Link: https://doi.org/10.1093/jofore/fvab063
Summary: The Black Rock thinning project is intended to demonstrate that silvicultural interventions – here, thinning and long rotations – can help restore dense, young timber plantations back into structurally complex older forests. The authors measured tree growth after thinning that began in 1958 at an average stand age of 50. They also completed a financial analysis that considered how thinning revenues could offset the opportunity costs of extended rotations.
Key excerpts:
- “Thinnings at several intensities at total stand age of roughly 50 years effectively reset stand growth patterns. With quadratic mean diameters in thinned plots up to 40% higher than those of unthinned controls, thinned plot mean annual increments (MAIs) and periodic annual increments continue to rise 55 years after thinning, with the peak in board foot and cubic foot MAI apparently still decades in the future.”
- “Financial analysis of the opportunity costs of extending rotations to 100 years indicates that some thinning treatments can reduce opportunity costs by up to half at a 6% discount rate.”
- Mid rotation thinning of dense young plantations is “compatible with growing trees with large diameter stems, large branches, and large crowns.”
- Such thinning also reduces fuel accumulation by “lowering mortality rates of stems less than 60 years old and slowing the rate of crown recession, branch mortality, and branch litterfall.”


## Directions for this task:
All lines from the one holding "a bounding box." through the last line of the entries below must be transcribed exactly, and no others. Pictures do not go in.

[Stored data]
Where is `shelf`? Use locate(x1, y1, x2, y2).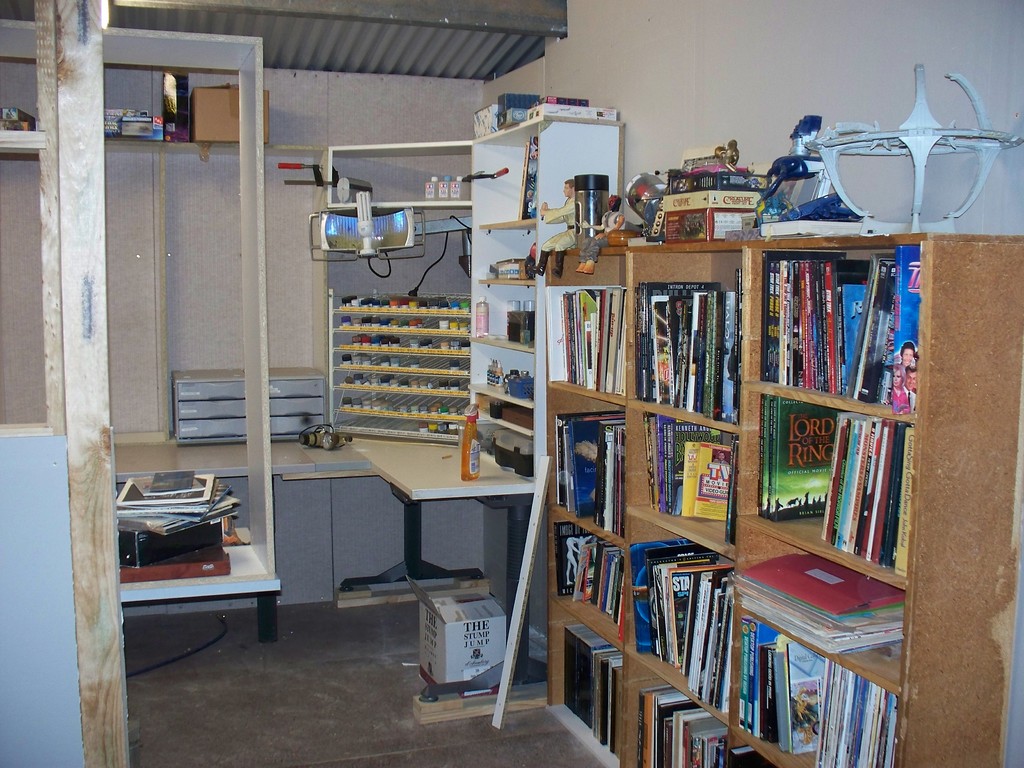
locate(472, 343, 550, 395).
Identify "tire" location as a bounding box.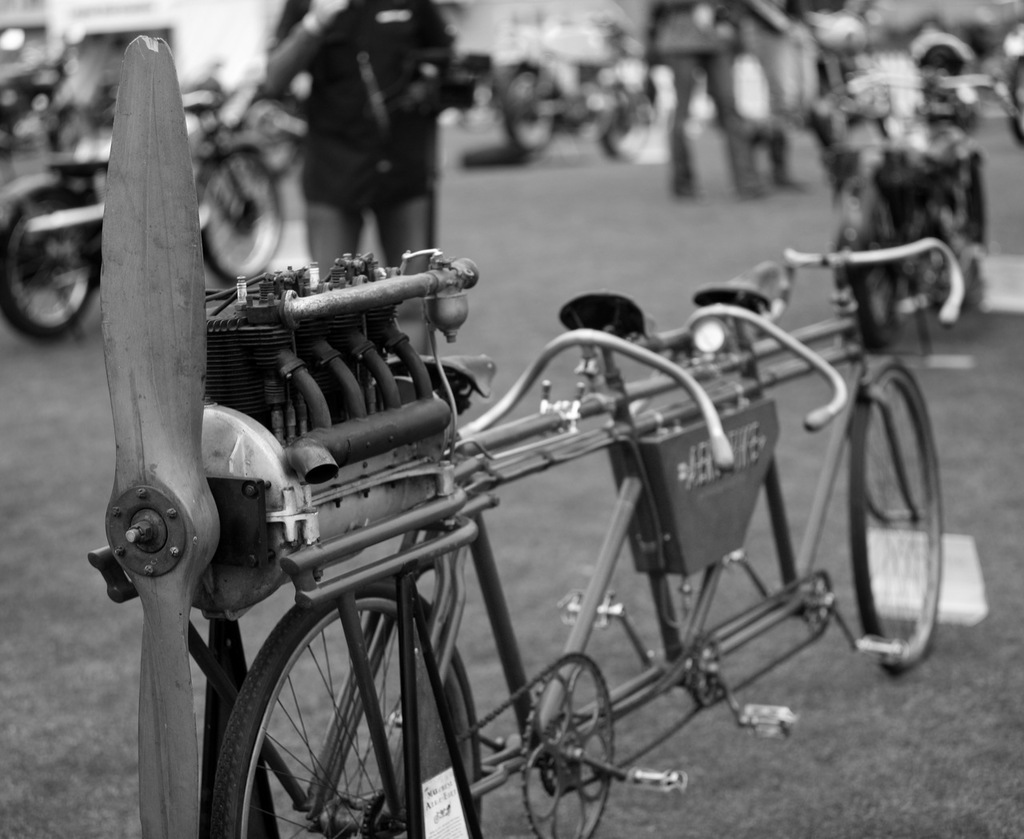
x1=486 y1=53 x2=566 y2=158.
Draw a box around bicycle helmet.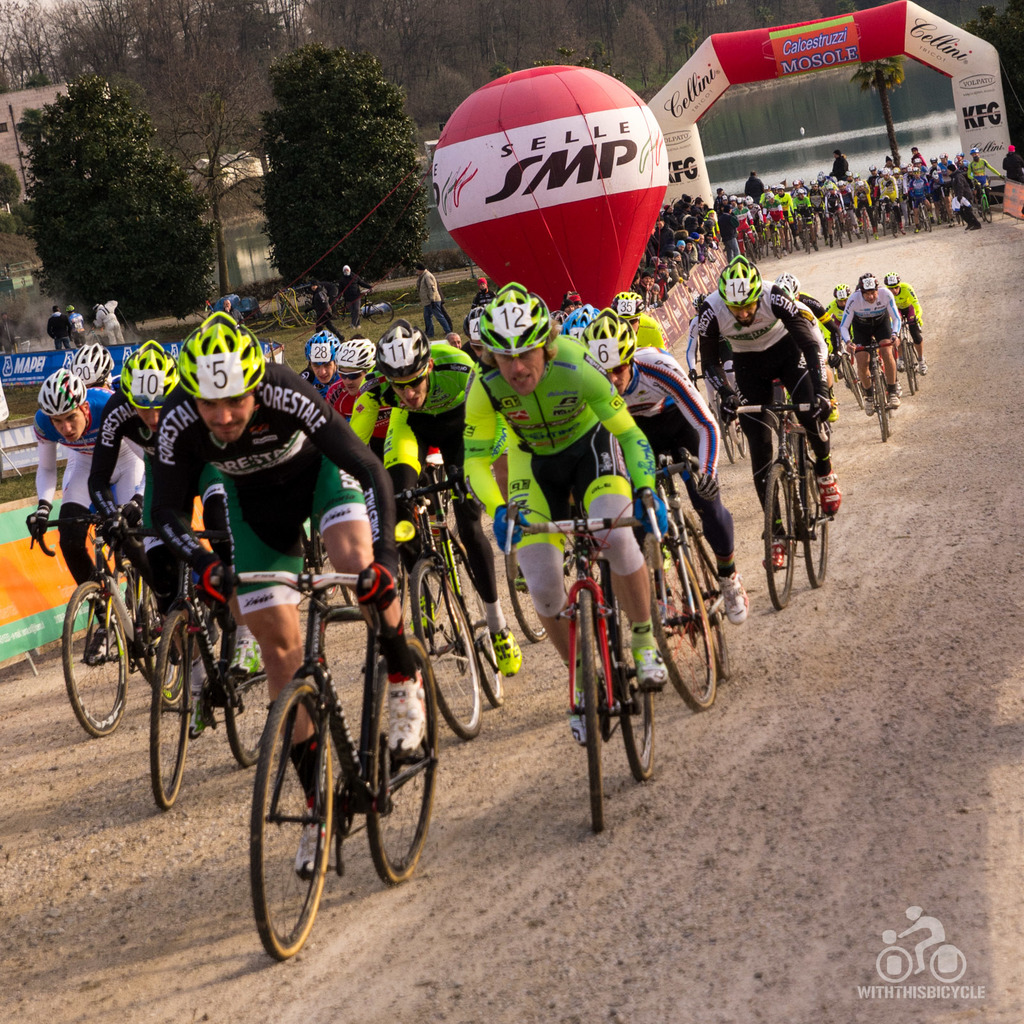
detection(36, 369, 83, 421).
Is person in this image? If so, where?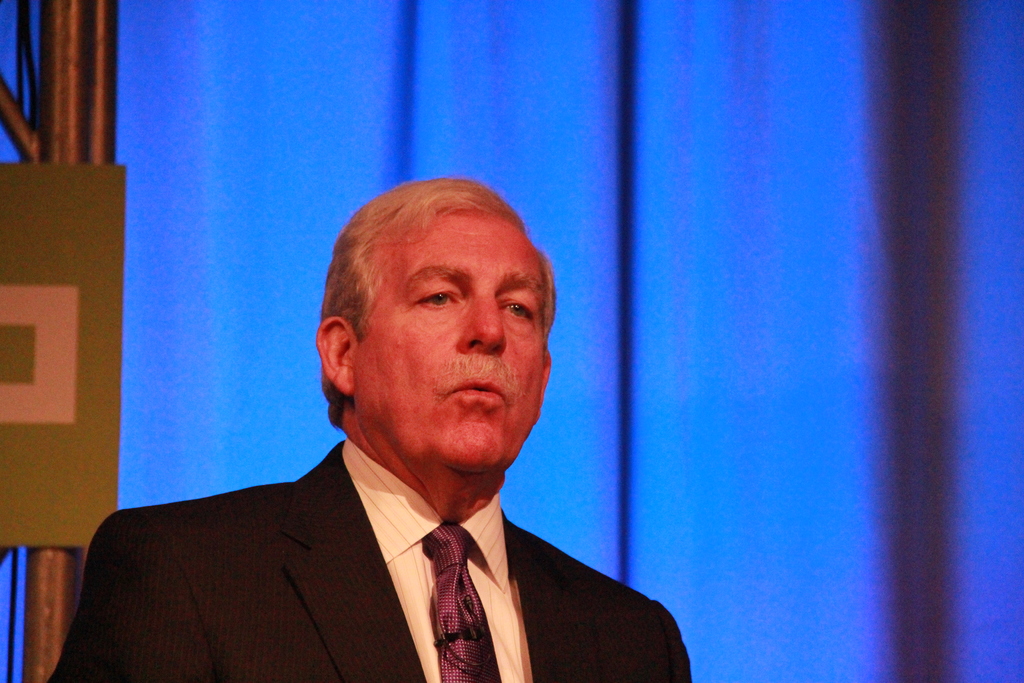
Yes, at 84:175:677:680.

## Finished exercise:
Identify "tire" location as a bounding box.
x1=486 y1=53 x2=566 y2=158.
Draw a box around bicycle helmet.
detection(36, 369, 83, 421).
Is person in this image? If so, where?
Yes, at 84:175:677:680.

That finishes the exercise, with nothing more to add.